How do you make sure that the best recruitment consultants deal with you and give you the cherries to pick, keeping the lemons in their back pockets for someone else? Matthew Jennings has the answers.
The secret to recruiting for difficult jobs is to use recruitment agencies properly and get them to work for you. Try to stop seeing them as an army of slick, ethical vacuums and start to see them as an army of highly knowledgeable, undercover agents who know the market inside out.
Good specialist recruitment agencies know all the major players in the industry. They keep abreast of market trends and often have highly confidential knowledge of impending mergers and acquisitions, product launches, technological breakthroughs, and even who is about to jump ship taking half the team with them.
They know who is thinking of leaving, who is just about to leave and who has actually left, but hasn’t told anyone yet. They know who is going to be sacked, promoted, made redundant and knighted. They know all these things but they somehow keep it to themselves. Most importantly of all, they know who the true movers and shakers are and who makes up the ‘dead wood’ of a team.
They know all this because they talk to everyone, all the time. They talk to the recruiting decision makers and the troops on the ground. They talk to the customers and find out who really makes the difference. Candidates tell recruitment consultants their intimate secrets. Imagine the sort of conversations customers have with their favourite hairdressers, but this time all the information is getting logged and filed and prioritised.
In short, if you get a really good recruitment consultant on your side they can make the difference. So, how do we ensure the best recruitment consultants work with us?
First and foremost you have to understand what motivates them. When you know that, you can start the process of making them your ally.
Money, money, money
I asked three managers their thoughts on what motivates a recruitment consultant. What do you think they said? It was ‘money’, ‘money’ and, just for a change, the last one said ‘money’. If that was true all you would need to do would be to pay generous commission fees and you would be sorted. But, that wouldn’t work. Because it’s not true.
What motivates the really good recruitment consultants isn’t the money. What motivates them is what the money can bring them.
A stereotypical recruitment consultant is wearing Armani, driving a flash car and sporting a Rolex. These are all status symbols. What they are saying is ‘respect me, I am a person of importance’. The value behind the money is a yearning for respect and security. The recruitment industry has one of the highest levels of staff turnover of any job and the industry is rife with tales of people summoned to see the MD to discuss their latest sales figures and then never seen again.
The ostentatious displays of wealth are to prove to everyone that they matter; that they are worthy of your respect.
The Recruitment Employment Confederation (REC) published a report on recruiting the best recruiters. They had the following to say about the ‘right’ sort of person.
To be successful in the recruitment industry you must:
- Be ambitious and confident
- Be goal orientated
- Have good interpersonal and communications skills
- Be a good team player
- Be able to handle multiple priorities
- Be tenacious
- Be a problem solver
- Be able to work to deadlines and targets
- Enjoy responsibility and working in a high-pressure environment
- Have a good sense of humour
The sort of person who identifies themselves as possessing the qualities from that list thinks highly of themselves and will expect others to do the same.
I know that it’s possible to spend half your life dealing with recruitment agencies who all promise the same thing and all claim to have the best candidate since sliced bread. But, it is possible to be able to end this irritation.
Think for a minute about the recruiters you deal with who seem to actually understand what you are saying. The ones who know the industry and know which candidates fit into which team and company culture effectively. Think about conversations you have had with recruitment consultants who appeared to intuitively know what you were thinking. The chances are they actually did know, from other conversations they were having.
These are the people you should spend some time getting to know. Ask them about themselves and tell them about your team and your ambitions. Treat them with respect and trust them with information. Invite them to visit the HQ and meet the team, see the product and learn as much as possible about what you really want from a candidate. Paint them a visual picture of your ideal recruit for different circumstances.
What you will be doing is demonstrating respect. By involving them in your company you are offering security because you are effectively saying we want to work with you over a period of time.
You are tapping into the core values that drive them and they will respond to this. Pretty soon your hand picked recruitment consultants will be whispering titbits of vital industry information that will keep you ahead of the game and in the know.
You should get to the position that they can do most of your candidate screening and the first round of interviews. Even better than this, you can refer all the other recruiters to them in the first instance.
They will reduce your staff turnover and help you effectively plan for growth. A truly excellent recruiter is worth their weight in gold – which is pretty much what they get paid when they get to that stage, so start to cultivate your own ones.
If you can demonstrate respect to a recruitment consultant, then you will be making the first steps towards winning their loyalty to you.
Matthew Jennings is training director at Spark Training.</strong
One Response
I preferred your first observation
After over 30 years in HR I’m afraid that your first observation, “slick ethical vacuums” applies to too many recruitment consultants. I know and trust a very few recruitment consultants and headhunters, and they are worth their fees. – They can deliver real value. The others? I guess they work for someone else.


**YOUR TASK:** Please transcribe the data that follows exactly, from its first line through the line that contains "This screenshot has".

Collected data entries

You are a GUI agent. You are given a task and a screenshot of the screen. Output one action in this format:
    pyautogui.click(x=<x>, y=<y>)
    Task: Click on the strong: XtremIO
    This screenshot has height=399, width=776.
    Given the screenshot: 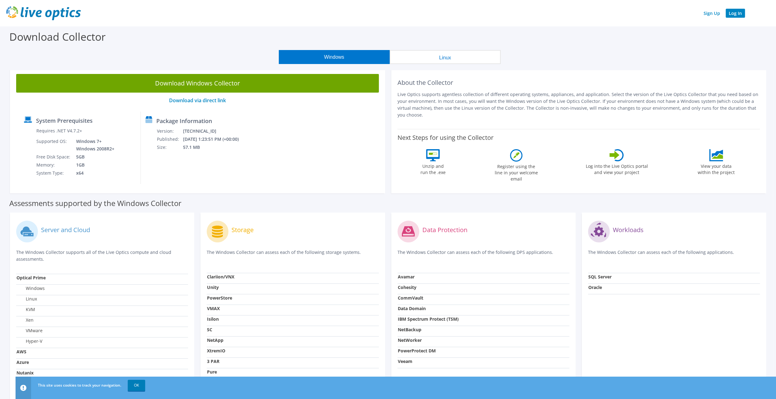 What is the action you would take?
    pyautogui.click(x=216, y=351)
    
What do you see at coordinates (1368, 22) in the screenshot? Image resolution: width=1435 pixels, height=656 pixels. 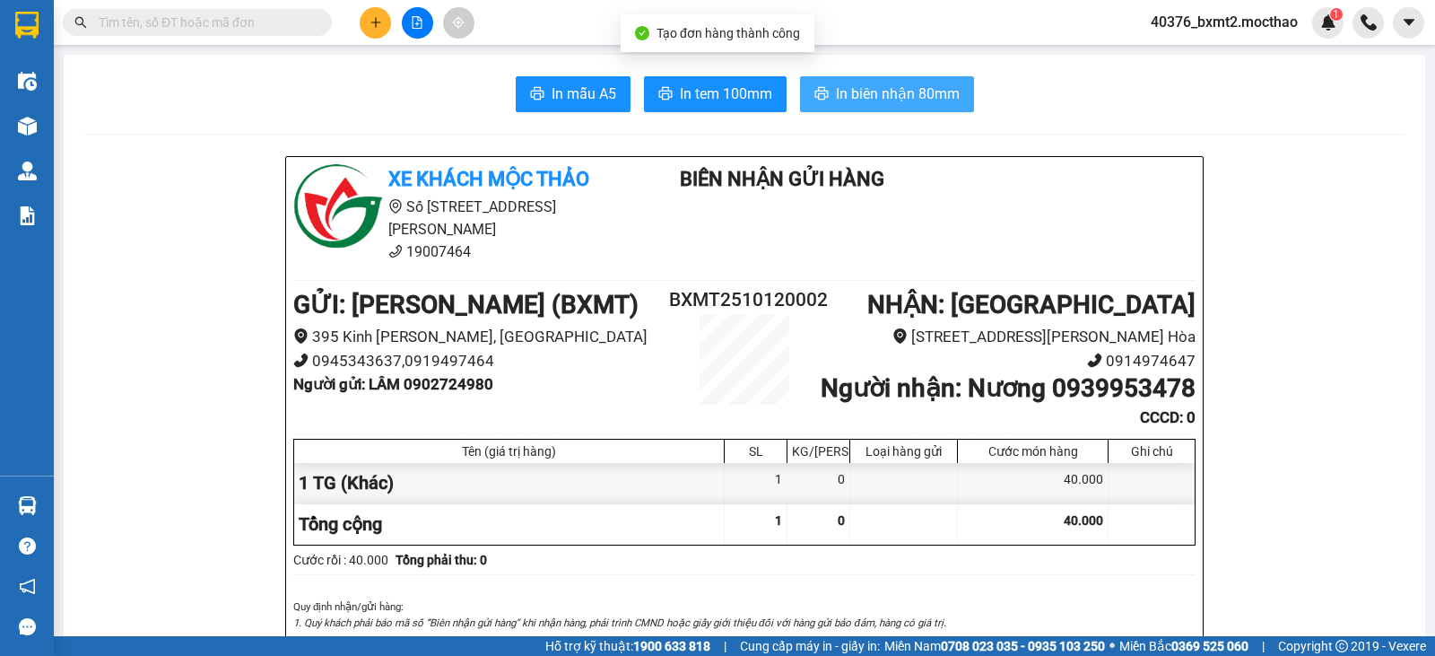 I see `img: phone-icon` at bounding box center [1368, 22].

**RESPONSE TO THE TASK:**
You are a GUI agent. You are given a task and a screenshot of the screen. Output one action in this format:
    pyautogui.click(x=<x>, y=<y>)
    Task: Click on the strong: XtremIO
    This screenshot has height=399, width=776.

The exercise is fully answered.